The most significant change in the new bill for farmers is the elimination of direct payments and counter-cyclical payments, a program long criticized for paying farmers not to farm.

Those payments, Bye said, made up about two-thirds of the payments in Whitman County.

"As you can see, it's not really a small deal in the county where we probably issued close to $680 million (in total payments) between 1995 and 2011," Bye said.

Replacing those direct payments, it appears, will be some kind of farm insurance program, but what that actually means is as-yet undetermined.

The new five-year farm bill, signed into law by President Barack Obama in February, was the topic of a panel discussion at the Gladish Community Center hosted by the League of Women Voters.

Questionnaires were handed out during the event as part of a national movement by the organization to develop an overall national stance.

"We use this to build a consensus and ultimately build a national position to lobby," said Joan Folwell, treasurer for the local league chapter.

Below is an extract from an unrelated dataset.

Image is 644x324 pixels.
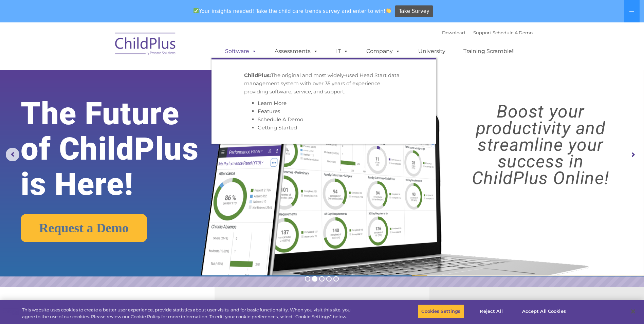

"I heard an economist say that, 'Yeah, it's 900-something pages, but that's just the farm bill.' That doesn't include the amendments that go along with it. That brings it up to about 2,000 pages," said Ben Barstow, a Palouse farmer, summing up the reason for the delay in determining details on the bill.

Further complicating the issue, agricultural activity only takes up a small portion of the overall cost for the legislation - about 21 percent - with the rest going toward nutrition programs, like food stamps.

"We have a long way to go before any of us, especially here in Whitman County, have any idea about what this farm bill is actually going to mean," he said.

While Barstow did admit he likely wouldn't still be in farming business himself if it weren't for the direct payment system some time ago when he had a difficult year, he also said the past few years have, generally, been great for farmers, and suggested it might be time to start moving toward a more free-market system, with fewer government subsidies.

Joe Guenthner, a former University of Idaho Agricultural Economics professor, said he was all for a free-market system. Without it, he said, there is inevitable discrimination among commodities.

Guenthner said the reason different commodities get different subsidies is because acreage equals power.

"There's 100 million acres in the U.S. planted to corn. There's 1 million of planted potatoes," he said. "So who has more political power? The corn growers. And who has the bigger impact on the farm bill? The corn growers."